Saved entries
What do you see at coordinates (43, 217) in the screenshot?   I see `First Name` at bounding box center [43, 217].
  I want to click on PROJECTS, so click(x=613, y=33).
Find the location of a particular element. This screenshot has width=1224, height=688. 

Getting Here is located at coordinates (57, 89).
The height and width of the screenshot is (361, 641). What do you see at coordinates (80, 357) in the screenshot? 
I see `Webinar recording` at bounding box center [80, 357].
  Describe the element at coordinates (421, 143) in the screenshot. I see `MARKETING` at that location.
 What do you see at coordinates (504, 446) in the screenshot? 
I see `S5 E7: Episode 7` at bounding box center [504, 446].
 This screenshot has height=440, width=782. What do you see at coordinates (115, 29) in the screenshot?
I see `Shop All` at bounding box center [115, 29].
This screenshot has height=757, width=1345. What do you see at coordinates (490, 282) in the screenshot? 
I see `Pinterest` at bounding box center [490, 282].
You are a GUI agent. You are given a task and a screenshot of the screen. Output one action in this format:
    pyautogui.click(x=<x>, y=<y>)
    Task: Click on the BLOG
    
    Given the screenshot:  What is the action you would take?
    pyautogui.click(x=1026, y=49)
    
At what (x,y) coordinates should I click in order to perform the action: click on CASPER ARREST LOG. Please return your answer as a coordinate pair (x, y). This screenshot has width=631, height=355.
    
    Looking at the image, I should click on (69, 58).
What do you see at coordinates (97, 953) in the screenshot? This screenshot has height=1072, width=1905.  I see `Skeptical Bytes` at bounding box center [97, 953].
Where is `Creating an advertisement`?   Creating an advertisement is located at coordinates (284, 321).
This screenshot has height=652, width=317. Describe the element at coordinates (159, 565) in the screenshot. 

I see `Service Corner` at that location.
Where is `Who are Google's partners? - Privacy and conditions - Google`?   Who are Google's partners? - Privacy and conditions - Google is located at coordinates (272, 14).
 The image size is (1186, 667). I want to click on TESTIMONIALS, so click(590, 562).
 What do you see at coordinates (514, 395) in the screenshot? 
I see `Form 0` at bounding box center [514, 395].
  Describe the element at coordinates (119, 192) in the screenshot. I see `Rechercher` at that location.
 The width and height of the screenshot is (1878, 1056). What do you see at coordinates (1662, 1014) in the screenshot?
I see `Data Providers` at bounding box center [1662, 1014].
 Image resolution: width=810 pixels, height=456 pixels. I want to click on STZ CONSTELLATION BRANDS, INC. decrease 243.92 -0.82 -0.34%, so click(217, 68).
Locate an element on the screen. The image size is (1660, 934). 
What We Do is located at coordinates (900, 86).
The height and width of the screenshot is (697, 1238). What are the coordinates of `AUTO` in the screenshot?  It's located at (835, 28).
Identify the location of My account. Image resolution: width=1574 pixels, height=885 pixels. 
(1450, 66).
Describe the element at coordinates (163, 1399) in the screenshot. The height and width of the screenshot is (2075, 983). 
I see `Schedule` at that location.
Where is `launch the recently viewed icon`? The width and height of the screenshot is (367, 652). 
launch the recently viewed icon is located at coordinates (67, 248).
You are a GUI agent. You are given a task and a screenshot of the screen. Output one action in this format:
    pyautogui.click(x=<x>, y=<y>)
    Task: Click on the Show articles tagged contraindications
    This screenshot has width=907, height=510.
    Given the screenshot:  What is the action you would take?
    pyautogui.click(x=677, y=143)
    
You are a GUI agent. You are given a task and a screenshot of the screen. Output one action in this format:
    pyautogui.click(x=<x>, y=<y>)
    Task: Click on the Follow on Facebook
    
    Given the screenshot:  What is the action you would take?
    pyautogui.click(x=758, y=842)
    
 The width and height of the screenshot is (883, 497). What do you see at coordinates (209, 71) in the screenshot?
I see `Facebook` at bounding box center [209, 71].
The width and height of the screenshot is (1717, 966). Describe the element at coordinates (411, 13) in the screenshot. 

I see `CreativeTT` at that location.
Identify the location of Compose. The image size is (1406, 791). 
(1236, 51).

PROBLEM STATEMENT >>
The entries above are to be retyped exactly, with nothing left out.

EXERCISE RESPONSE >>
What do you see at coordinates (43, 217) in the screenshot?   I see `First Name` at bounding box center [43, 217].
  I want to click on PROJECTS, so click(x=613, y=33).
Find the location of a particular element. This screenshot has width=1224, height=688. 

Getting Here is located at coordinates (57, 89).
The height and width of the screenshot is (361, 641). What do you see at coordinates (80, 357) in the screenshot? 
I see `Webinar recording` at bounding box center [80, 357].
  Describe the element at coordinates (421, 143) in the screenshot. I see `MARKETING` at that location.
 What do you see at coordinates (504, 446) in the screenshot? 
I see `S5 E7: Episode 7` at bounding box center [504, 446].
 This screenshot has height=440, width=782. What do you see at coordinates (115, 29) in the screenshot?
I see `Shop All` at bounding box center [115, 29].
This screenshot has height=757, width=1345. What do you see at coordinates (490, 282) in the screenshot? 
I see `Pinterest` at bounding box center [490, 282].
You are a GUI agent. You are given a task and a screenshot of the screen. Output one action in this format:
    pyautogui.click(x=<x>, y=<y>)
    Task: Click on the BLOG
    
    Given the screenshot:  What is the action you would take?
    pyautogui.click(x=1026, y=49)
    
At what (x,y) coordinates should I click in order to perform the action: click on CASPER ARREST LOG. Please return your answer as a coordinate pair (x, y). This screenshot has width=631, height=355.
    
    Looking at the image, I should click on (69, 58).
What do you see at coordinates (97, 953) in the screenshot? This screenshot has height=1072, width=1905.  I see `Skeptical Bytes` at bounding box center [97, 953].
Where is `Creating an advertisement`?   Creating an advertisement is located at coordinates (284, 321).
This screenshot has height=652, width=317. Describe the element at coordinates (159, 565) in the screenshot. 

I see `Service Corner` at that location.
Where is `Who are Google's partners? - Privacy and conditions - Google`?   Who are Google's partners? - Privacy and conditions - Google is located at coordinates (272, 14).
 The image size is (1186, 667). I want to click on TESTIMONIALS, so click(590, 562).
 What do you see at coordinates (514, 395) in the screenshot? 
I see `Form 0` at bounding box center [514, 395].
  Describe the element at coordinates (119, 192) in the screenshot. I see `Rechercher` at that location.
 The width and height of the screenshot is (1878, 1056). What do you see at coordinates (1662, 1014) in the screenshot?
I see `Data Providers` at bounding box center [1662, 1014].
 Image resolution: width=810 pixels, height=456 pixels. I want to click on STZ CONSTELLATION BRANDS, INC. decrease 243.92 -0.82 -0.34%, so click(217, 68).
Locate an element on the screen. The image size is (1660, 934). 
What We Do is located at coordinates (900, 86).
The height and width of the screenshot is (697, 1238). What are the coordinates of `AUTO` in the screenshot?  It's located at (835, 28).
Identify the location of My account. Image resolution: width=1574 pixels, height=885 pixels. 
(1450, 66).
Describe the element at coordinates (163, 1399) in the screenshot. The height and width of the screenshot is (2075, 983). 
I see `Schedule` at that location.
Where is `launch the recently viewed icon`? The width and height of the screenshot is (367, 652). 
launch the recently viewed icon is located at coordinates (67, 248).
You are a GUI agent. You are given a task and a screenshot of the screen. Output one action in this format:
    pyautogui.click(x=<x>, y=<y>)
    Task: Click on the Show articles tagged contraindications
    This screenshot has width=907, height=510.
    Given the screenshot:  What is the action you would take?
    pyautogui.click(x=677, y=143)
    
You are a GUI agent. You are given a task and a screenshot of the screen. Output one action in this format:
    pyautogui.click(x=<x>, y=<y>)
    Task: Click on the Follow on Facebook
    
    Given the screenshot:  What is the action you would take?
    pyautogui.click(x=758, y=842)
    
 The width and height of the screenshot is (883, 497). What do you see at coordinates (209, 71) in the screenshot?
I see `Facebook` at bounding box center [209, 71].
The width and height of the screenshot is (1717, 966). Describe the element at coordinates (411, 13) in the screenshot. 

I see `CreativeTT` at that location.
Identify the location of Compose. The image size is (1406, 791). 
(1236, 51).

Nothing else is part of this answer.